PD Editorial: Terror trial
Prosecuting 9/11 case in federal court respects U.S. traditions
Last Modified: Thursday, November 19, 2009 at 6:54 p.m.
Attorney General Eric Holder’s announcement that five suspected 9/11 plotters will be tried in a civilian court came eight years to the day after President George W. Bush signed an order creating military commissions and allowing unlimited detention without charges.
However, the Nov. 13 announcement didn’t mark a complete reversal of Bush’s policy. Instead, the Obama administration appears to be drawing distinctions between civilian and military targets and domestic and foreign attacks.
Khalid Sheikh Mohammed and his four co-defendants are accused of orchestrating the deaths of nearly 2,900 people, most of them civilians, in suicide hijackings that ended at the World Trade Center in New York, the Pentagon and in a field in Pennsylvania on Sept. 11, 2001.
Holder named five other detainees at Guantanamo Bay who will be tried before military commissions, including a suspect in the bombing of the U.S. destroyer Cole that killed 17 sailors in 2000 in Yemen. The other four detainees also were involved in attacks on overseas military targets, the attorney general said.
By entrusting the 9/11 case to a civilian court, the administration reinforces a U.S. tradition of respecting the rule of law. It also chooses a venue that is recognized and respected by most of the world. And, after six years of litigation and debate over the legitimacy of military tribunals, it brings justice closer for the victims and their families — many of whom wanted the case tried in U.S. District Court.
Questions about security, decorum and even the prospect of acquittal were raised following Holder’s announcement and dominated a Senate committee hearing on Wednesday. At least some of the questions appear to be be based as much in partisan maneuvers as genuine reservations.
Former New York Mayor Rudy Giuliani, for example, used TV appearances to warn that holding the trial a few blocks from Ground Zero would again make the city a target for terror. Yet three years ago Giuliani had nothing but praise for the justice system that allowed 9/11 suspect Zacarias Moussaoui to be tried and convicted in a civilian court in Virginia, a short distance from the Pentagon.
Federal courts have capably handled scores of high-profile cases, including the terrorist bombings of the Oklahoma City federal building in 1995 and New York’s World Trade Center in 1993, without compromising national security or the rule of law.
By one senator’s count, 347 people serving time in federal prison have been convicted of terror-related charges in civilian courts in the United States. There’s every reason to believe that the 9/11 defendants will be joining them.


Exercise
Filter the entries down to the lines holding "marker", then copy those lines.

====== Study material ======

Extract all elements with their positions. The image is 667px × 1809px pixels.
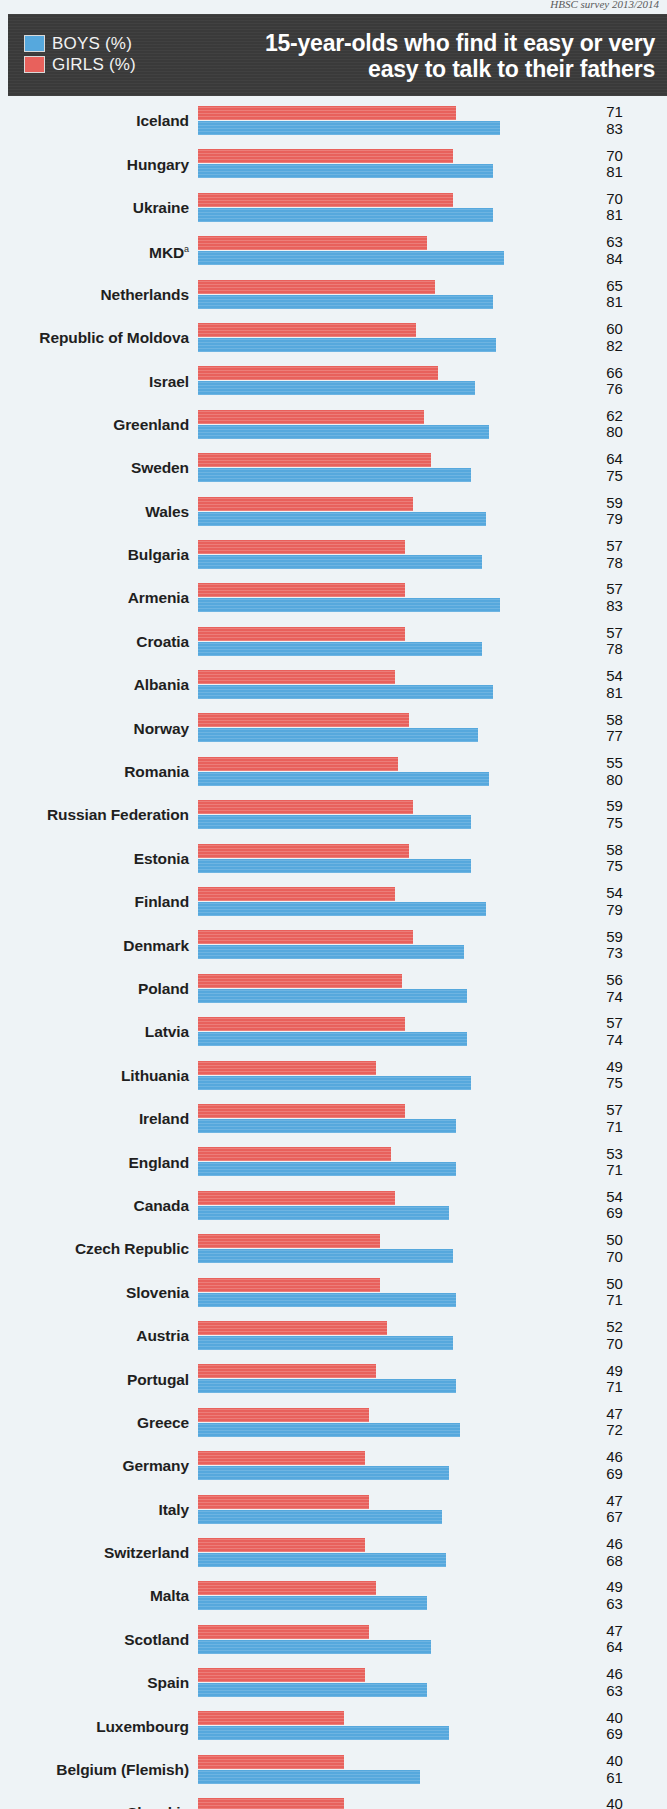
bar-girls [198, 410, 424, 424]
bar-girls [198, 497, 413, 511]
row-bars [198, 706, 552, 749]
value-girls: 49 [562, 1363, 667, 1380]
chart-row-country: Netherlands6581 [8, 273, 667, 316]
row-bars [198, 576, 552, 619]
row-values: 4663 [552, 1666, 667, 1699]
bar-boys [198, 685, 493, 699]
bar-boys [198, 1596, 427, 1610]
row-values: 4971 [552, 1363, 667, 1396]
bar-girls [198, 930, 413, 944]
chart-row-country: England5371 [8, 1140, 667, 1183]
chart-row-country: Slovenia5071 [8, 1271, 667, 1314]
row-values: 6581 [552, 278, 667, 311]
bar-boys [198, 1726, 449, 1740]
chart-row-country: Switzerland4668 [8, 1531, 667, 1574]
row-label: Romania [8, 763, 198, 780]
bar-boys [198, 555, 482, 569]
value-boys: 61 [562, 1770, 667, 1787]
row-bars [198, 1401, 552, 1444]
bar-girls [198, 1364, 376, 1378]
bar-girls [198, 1191, 395, 1205]
row-bars [198, 1574, 552, 1617]
value-boys: 69 [562, 1466, 667, 1483]
row-label: Estonia [8, 850, 198, 867]
bar-boys [198, 1162, 456, 1176]
chart-row-country: Belgium (Flemish)4061 [8, 1748, 667, 1791]
row-values: 5071 [552, 1276, 667, 1309]
row-values: 4772 [552, 1406, 667, 1439]
row-label: MKDa [8, 241, 198, 261]
chart-row-country: Iceland7183 [8, 99, 667, 142]
value-boys: 79 [562, 511, 667, 528]
bar-girls [198, 1798, 344, 1809]
row-label: Slovenia [8, 1284, 198, 1301]
bar-girls [198, 974, 402, 988]
row-values: 4668 [552, 1536, 667, 1569]
legend-label-girls: GIRLS (%) [52, 55, 136, 74]
row-bars [198, 750, 552, 793]
value-girls: 59 [562, 929, 667, 946]
chart-header-band: BOYS (%) GIRLS (%) 15-year-olds who find… [8, 14, 667, 96]
row-label: Wales [8, 503, 198, 520]
row-label: Iceland [8, 112, 198, 129]
row-bars [198, 142, 552, 185]
value-boys: 80 [562, 772, 667, 789]
chart-row-country: Russian Federation5975 [8, 793, 667, 836]
bar-boys [198, 425, 489, 439]
value-boys: 70 [562, 1336, 667, 1353]
row-label: Germany [8, 1457, 198, 1474]
chart-row-country: Ukraine7081 [8, 186, 667, 229]
row-label: Ukraine [8, 199, 198, 216]
row-values: 5771 [552, 1102, 667, 1135]
value-girls: 71 [562, 104, 667, 121]
chart-row-country: Malta4963 [8, 1574, 667, 1617]
value-girls: 65 [562, 278, 667, 295]
row-values: 5973 [552, 929, 667, 962]
chart-row-country: MKDa6384 [8, 229, 667, 272]
row-bars [198, 967, 552, 1010]
bar-girls [198, 1755, 344, 1769]
row-label: Greece [8, 1414, 198, 1431]
bar-girls [198, 1451, 365, 1465]
row-values: 6384 [552, 234, 667, 267]
value-boys: 82 [562, 338, 667, 355]
value-girls: 46 [562, 1449, 667, 1466]
row-values: 4975 [552, 1059, 667, 1092]
chart-row-country: Albania5481 [8, 663, 667, 706]
value-girls: 54 [562, 668, 667, 685]
bar-boys [198, 1336, 453, 1350]
bar-girls [198, 149, 453, 163]
row-label: Finland [8, 893, 198, 910]
row-bars [198, 1184, 552, 1227]
chart-row-country: Latvia5774 [8, 1010, 667, 1053]
value-girls: 59 [562, 495, 667, 512]
chart-row-country: Lithuania4975 [8, 1054, 667, 1097]
value-girls: 55 [562, 755, 667, 772]
value-boys: 72 [562, 1422, 667, 1439]
value-boys: 68 [562, 1553, 667, 1570]
row-label: Hungary [8, 156, 198, 173]
row-label: Portugal [8, 1371, 198, 1388]
chart-row-country: Greece4772 [8, 1401, 667, 1444]
value-boys: 63 [562, 1596, 667, 1613]
value-boys: 81 [562, 207, 667, 224]
row-bars [198, 99, 552, 142]
bar-girls [198, 1278, 380, 1292]
bar-boys [198, 772, 489, 786]
row-label: Luxembourg [8, 1718, 198, 1735]
row-values: 4669 [552, 1449, 667, 1482]
row-bars [198, 837, 552, 880]
value-boys: 79 [562, 902, 667, 919]
value-girls: 40 [562, 1796, 667, 1809]
row-bars [198, 186, 552, 229]
value-boys: 75 [562, 858, 667, 875]
chart-row-country: Estonia5875 [8, 837, 667, 880]
value-girls: 47 [562, 1493, 667, 1510]
row-values: 5674 [552, 972, 667, 1005]
bar-boys [198, 1423, 460, 1437]
row-bars [198, 1531, 552, 1574]
row-bars [198, 403, 552, 446]
value-girls: 46 [562, 1536, 667, 1553]
row-bars [198, 273, 552, 316]
chart-row-country: Spain4663 [8, 1661, 667, 1704]
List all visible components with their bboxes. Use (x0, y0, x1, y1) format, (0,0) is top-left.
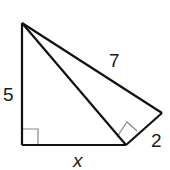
label-base: x (73, 151, 83, 170)
label-left-leg: 5 (3, 85, 14, 104)
right-angle-marker-bottom-right (117, 122, 137, 137)
geometry-diagram: 5 7 2 x (0, 0, 170, 170)
triangle-figure (0, 0, 170, 170)
diagonal-shared (22, 23, 126, 145)
label-hypotenuse: 7 (109, 51, 120, 70)
label-short-side: 2 (151, 131, 162, 150)
side-hypotenuse-7 (22, 23, 162, 113)
right-angle-marker-bottom-left (23, 129, 38, 144)
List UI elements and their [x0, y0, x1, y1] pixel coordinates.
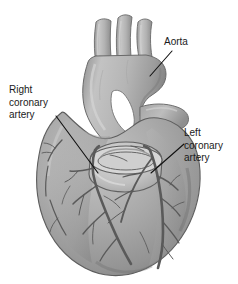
left-subclavian-artery-icon: [137, 19, 152, 58]
heart-body-group: [37, 112, 200, 275]
label-left-coronary-artery: Leftcoronaryartery: [184, 127, 223, 165]
label-right-coronary-line-3: artery: [9, 109, 35, 120]
heart-anatomy-figure: Aorta Rightcoronaryartery Leftcoronaryar…: [0, 0, 238, 284]
label-right-coronary-line-1: Right: [9, 84, 32, 95]
label-right-coronary-line-2: coronary: [9, 97, 48, 108]
label-aorta: Aorta: [164, 36, 188, 49]
great-vessels-group: [94, 15, 152, 58]
label-left-coronary-line-3: artery: [184, 152, 210, 163]
label-left-coronary-line-2: coronary: [184, 140, 223, 151]
label-right-coronary-artery: Rightcoronaryartery: [9, 84, 48, 122]
label-left-coronary-line-1: Left: [184, 127, 201, 138]
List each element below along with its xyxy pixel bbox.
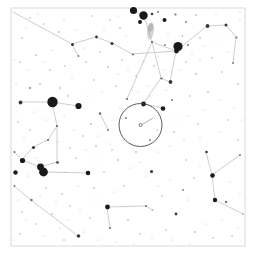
star <box>231 235 232 236</box>
star <box>194 231 196 233</box>
star <box>151 13 154 16</box>
star <box>93 79 94 80</box>
star <box>29 129 30 130</box>
star <box>19 233 20 234</box>
star <box>169 80 173 84</box>
faint-star <box>15 83 16 84</box>
star <box>237 83 239 85</box>
faint-star <box>179 69 180 70</box>
faint-star <box>237 227 238 228</box>
faint-star <box>139 161 140 162</box>
faint-star <box>43 61 44 62</box>
faint-star <box>27 69 28 70</box>
faint-star <box>27 175 28 176</box>
star <box>49 69 51 71</box>
star <box>82 135 83 136</box>
faint-star <box>233 107 234 108</box>
star <box>56 125 58 127</box>
star <box>75 103 81 109</box>
star <box>237 139 238 140</box>
star <box>56 161 59 164</box>
star <box>107 129 109 131</box>
star <box>21 37 23 39</box>
star <box>232 62 234 64</box>
faint-star <box>203 109 204 110</box>
star <box>39 83 41 85</box>
star <box>29 17 30 18</box>
faint-star <box>147 85 148 86</box>
star <box>212 237 213 238</box>
faint-star <box>239 193 240 194</box>
faint-star <box>205 223 206 224</box>
faint-star <box>157 151 158 152</box>
star <box>14 151 16 153</box>
star <box>110 42 113 45</box>
star <box>95 145 97 147</box>
faint-star <box>199 165 200 166</box>
star <box>199 37 201 39</box>
faint-star <box>73 129 74 130</box>
faint-star <box>51 49 52 50</box>
star <box>17 121 18 122</box>
star <box>227 119 228 120</box>
faint-star <box>137 91 138 92</box>
star <box>32 146 35 149</box>
star <box>221 71 222 72</box>
star <box>205 151 208 154</box>
faint-star <box>83 47 84 48</box>
faint-star <box>131 89 132 90</box>
star <box>163 18 167 22</box>
star <box>14 185 16 187</box>
faint-star <box>15 111 16 112</box>
star <box>91 15 92 16</box>
faint-star <box>149 95 150 96</box>
star <box>185 159 186 160</box>
star <box>174 13 176 15</box>
faint-star <box>17 199 18 200</box>
star <box>195 73 197 75</box>
star <box>175 213 178 216</box>
star <box>105 205 110 210</box>
faint-star <box>65 171 66 172</box>
faint-star <box>97 135 98 136</box>
sky-canvas <box>0 0 255 258</box>
faint-star <box>77 185 78 186</box>
star <box>45 187 46 188</box>
star <box>13 170 17 174</box>
star <box>173 131 175 133</box>
star <box>132 54 134 56</box>
faint-star <box>127 69 128 70</box>
star <box>139 11 147 19</box>
star <box>78 55 80 57</box>
star <box>157 11 159 13</box>
faint-star <box>43 235 44 236</box>
faint-star <box>95 199 96 200</box>
star <box>117 159 119 161</box>
star <box>236 37 238 39</box>
faint-star <box>39 195 40 196</box>
star <box>67 95 69 97</box>
star <box>161 106 166 111</box>
star <box>165 229 166 230</box>
star <box>75 157 76 158</box>
star <box>109 19 110 20</box>
star <box>69 147 70 148</box>
faint-star <box>101 91 102 92</box>
faint-star <box>103 29 104 30</box>
star <box>182 35 184 37</box>
star <box>152 209 154 211</box>
faint-star <box>67 219 68 220</box>
faint-star <box>187 199 188 200</box>
star-chart <box>0 0 255 258</box>
faint-star <box>221 219 222 220</box>
faint-star <box>111 119 112 120</box>
faint-star <box>157 55 158 56</box>
star <box>64 65 65 66</box>
star <box>30 199 32 201</box>
star <box>145 205 147 207</box>
faint-star <box>13 239 14 240</box>
faint-star <box>63 19 64 20</box>
faint-star <box>215 13 216 14</box>
star <box>95 36 98 39</box>
star <box>85 61 87 63</box>
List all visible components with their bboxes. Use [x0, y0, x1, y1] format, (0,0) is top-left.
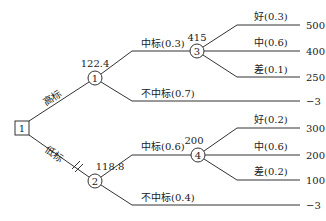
- branch-high-bid-line: [29, 82, 89, 121]
- payoff-value: 200: [306, 150, 325, 161]
- payoff-value: 300: [306, 123, 325, 134]
- branch-low-bid-label: 低标: [43, 143, 66, 164]
- payoff-value: 500: [306, 20, 325, 31]
- outcome-win-high-line: [101, 51, 191, 74]
- payoff-value: −3: [306, 200, 321, 211]
- chance-node-label: 1: [92, 73, 98, 84]
- expected-value-node-4: 200: [184, 135, 203, 146]
- outcome-win-low-label: 中标(0.6): [141, 140, 185, 152]
- chance-node-label: 3: [194, 46, 200, 57]
- chance-node-2: 2: [88, 174, 102, 188]
- payoff-value: −3: [306, 96, 321, 107]
- payoff-value: 400: [306, 46, 325, 57]
- chance-node-label: 4: [195, 150, 201, 161]
- outcome-win-high-label: 中标(0.3): [141, 37, 185, 49]
- decision-node-label: 1: [19, 123, 25, 134]
- payoff-value: 100: [306, 175, 325, 186]
- decision-node-root: 1: [15, 121, 29, 135]
- chance-node-4: 4: [191, 148, 205, 162]
- outcome-lose-low-label: 不中标(0.4): [141, 191, 195, 203]
- result-label: 差(0.2): [254, 165, 288, 177]
- result-label: 好(0.3): [254, 11, 288, 22]
- chance-node-1: 1: [88, 71, 102, 85]
- expected-value-node-1: 122.4: [81, 58, 110, 69]
- result-label: 中(0.6): [254, 36, 288, 48]
- outcome-lose-low-line: [101, 185, 300, 205]
- result-label: 差(0.1): [254, 63, 288, 75]
- result-label: 好(0.2): [254, 114, 288, 125]
- outcome-lose-high-label: 不中标(0.7): [141, 87, 195, 99]
- chance-node-label: 2: [92, 176, 98, 187]
- chance-node-3: 3: [190, 44, 204, 58]
- expected-value-node-3: 415: [187, 32, 206, 43]
- decision-tree-diagram: 1 高标 低标 1 122.4 中标(0.3) 不中标(0.7) −3 3 41…: [0, 0, 326, 221]
- payoff-value: 250: [306, 72, 325, 83]
- branch-high-bid-label: 高标: [41, 87, 64, 108]
- result-label: 中(0.6): [254, 140, 288, 152]
- outcome-lose-high-line: [101, 82, 300, 101]
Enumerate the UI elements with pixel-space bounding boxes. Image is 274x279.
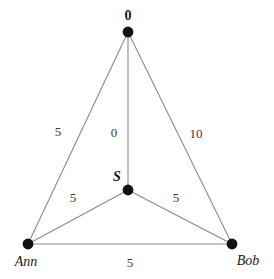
edge-weight-s-ann: 5 <box>70 191 77 204</box>
node-dot-zero <box>123 27 134 38</box>
node-dot-bob <box>227 239 238 250</box>
edge-weight-zero-bob: 10 <box>190 127 203 140</box>
node-dot-ann <box>23 239 34 250</box>
graph-diagram: 0 S Ann Bob 5 0 10 5 5 5 <box>0 0 274 279</box>
edge-weight-ann-bob: 5 <box>127 256 134 269</box>
node-label-s: S <box>113 170 121 184</box>
edge-weight-zero-s: 0 <box>111 126 118 139</box>
edge-zero-bob <box>128 32 232 244</box>
edge-weight-s-bob: 5 <box>173 191 180 204</box>
edge-s-ann <box>28 190 128 244</box>
edge-s-bob <box>128 190 232 244</box>
node-label-zero: 0 <box>125 9 132 23</box>
node-dot-s <box>123 185 134 196</box>
graph-canvas <box>0 0 274 279</box>
edge-weight-zero-ann: 5 <box>55 125 62 138</box>
node-label-ann: Ann <box>15 255 38 269</box>
node-label-bob: Bob <box>237 254 260 268</box>
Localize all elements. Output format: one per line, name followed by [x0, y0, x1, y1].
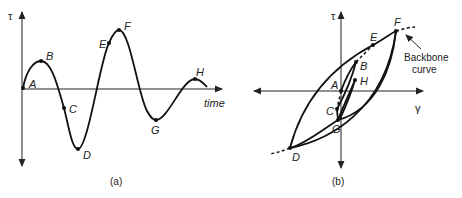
- point-b-dot: [39, 59, 43, 63]
- point-f-dot: [117, 28, 121, 32]
- point-h-dot-b: [353, 78, 357, 82]
- time-axis-label: time: [204, 97, 225, 109]
- panel-b-caption: (b): [332, 176, 344, 187]
- point-h-label: H: [196, 66, 204, 78]
- panel-b: τ γ A B C D E F G H Backbone curve (b): [254, 10, 449, 187]
- point-b-label-b: B: [360, 60, 367, 72]
- point-a-label-b: A: [330, 79, 338, 91]
- point-c-dot: [62, 106, 66, 110]
- figure: τ time A B C D E F G H (a): [0, 0, 462, 198]
- point-a-label: A: [28, 78, 36, 90]
- point-b-label: B: [46, 50, 53, 62]
- point-c-dot-b: [335, 107, 339, 111]
- point-f-label-b: F: [394, 16, 402, 28]
- backbone-annotation-line2: curve: [412, 64, 437, 75]
- point-e-label-b: E: [370, 31, 378, 43]
- point-h-label-b: H: [360, 75, 368, 87]
- point-a-dot: [21, 86, 25, 90]
- point-b-dot-b: [354, 60, 358, 64]
- point-c-label-b: C: [326, 105, 334, 117]
- upper-loop-branch: [290, 31, 396, 148]
- backbone-pointer-line: [406, 35, 421, 49]
- panel-a-caption: (a): [110, 176, 122, 187]
- point-e-dot: [107, 41, 111, 45]
- point-g-label: G: [151, 124, 160, 136]
- point-f-label: F: [124, 20, 132, 32]
- point-g-dot: [154, 118, 158, 122]
- point-d-dot-b: [288, 146, 292, 150]
- point-g-dot-b: [336, 118, 340, 122]
- tau-axis-label-b: τ: [331, 10, 336, 22]
- point-e-label: E: [99, 38, 107, 50]
- gamma-axis-label: γ: [415, 102, 421, 114]
- point-d-label: D: [83, 149, 91, 161]
- point-d-dot: [76, 147, 80, 151]
- backbone-annotation-line1: Backbone: [404, 52, 449, 63]
- point-a-dot-b: [339, 89, 343, 93]
- point-f-dot-b: [394, 29, 398, 33]
- point-g-label-b: G: [332, 123, 341, 135]
- point-c-label: C: [69, 103, 77, 115]
- point-d-label-b: D: [292, 151, 300, 163]
- tau-axis-label: τ: [8, 10, 13, 22]
- panel-a: τ time A B C D E F G H (a): [8, 10, 225, 187]
- lower-loop-branch-d-to-f: [290, 31, 396, 148]
- backbone-extension-bottom: [270, 148, 290, 154]
- point-e-dot-b: [371, 43, 375, 47]
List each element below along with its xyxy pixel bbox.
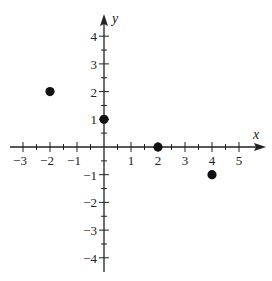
x-tick-label: 3: [182, 153, 189, 168]
x-tick-label: 2: [155, 153, 162, 168]
x-axis-label: x: [252, 127, 260, 142]
data-point: [207, 170, 216, 179]
y-tick-label: −2: [83, 195, 97, 210]
y-tick-label: −4: [83, 251, 97, 266]
y-tick-label: 3: [91, 57, 98, 72]
data-point: [99, 115, 108, 124]
x-tick-label: −3: [13, 153, 27, 168]
x-tick-label: −2: [40, 153, 54, 168]
y-tick-label: −1: [83, 168, 97, 183]
y-tick-label: 2: [91, 85, 98, 100]
y-tick-label: 4: [91, 29, 98, 44]
scatter-plot: −3−2−112345−4−3−2−11234xy: [0, 0, 272, 281]
y-tick-label: −3: [83, 223, 97, 238]
x-tick-label: 5: [236, 153, 243, 168]
data-point: [45, 87, 54, 96]
coordinate-plane: −3−2−112345−4−3−2−11234xy: [0, 0, 272, 281]
data-point: [153, 142, 162, 151]
x-tick-label: −1: [67, 153, 81, 168]
y-tick-label: 1: [91, 112, 98, 127]
x-tick-label: 4: [209, 153, 216, 168]
y-axis-label: y: [110, 11, 119, 26]
x-tick-label: 1: [128, 153, 135, 168]
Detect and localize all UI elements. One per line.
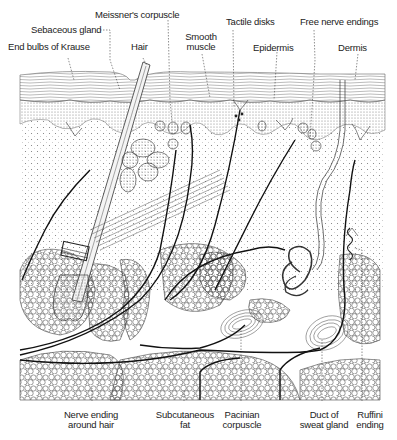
label-sebaceous-gland: Sebaceous gland bbox=[31, 25, 101, 35]
label-meissners-corpuscle: Meissner's corpuscle bbox=[95, 10, 179, 20]
label-pacinian-corpuscle: Pacinian corpuscle bbox=[212, 410, 272, 430]
label-duct-of-sweat-gland: Duct of sweat gland bbox=[293, 410, 355, 430]
label-ruffini-line2: ending bbox=[350, 420, 390, 430]
label-nerve-ending-line2: around hair bbox=[55, 420, 127, 430]
label-ruffini-ending: Ruffini ending bbox=[350, 410, 390, 430]
label-sweat-duct-line2: sweat gland bbox=[293, 420, 355, 430]
label-nerve-ending-around-hair: Nerve ending around hair bbox=[55, 410, 127, 430]
label-end-bulbs-of-krause: End bulbs of Krause bbox=[8, 42, 90, 52]
label-smooth-muscle: Smooth muscle bbox=[184, 32, 218, 52]
label-pacinian-line2: corpuscle bbox=[212, 420, 272, 430]
label-epidermis: Epidermis bbox=[253, 43, 293, 53]
label-dermis: Dermis bbox=[338, 43, 367, 53]
label-smooth-muscle-line2: muscle bbox=[184, 42, 218, 52]
label-free-nerve-endings: Free nerve endings bbox=[300, 17, 378, 27]
label-hair: Hair bbox=[131, 42, 148, 52]
label-tactile-disks: Tactile disks bbox=[226, 17, 275, 27]
skin-diagram-drawing bbox=[0, 0, 397, 440]
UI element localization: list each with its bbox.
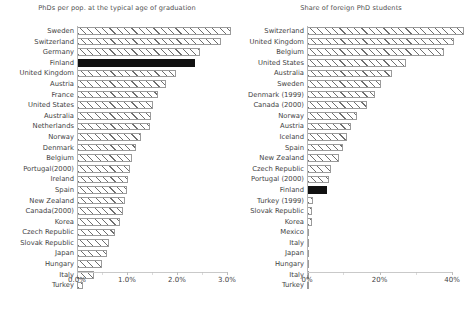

======

Solution for this problem
right-angle-marker-bottom-right (117, 122, 137, 137)
right-angle-marker-bottom-left (23, 129, 38, 144)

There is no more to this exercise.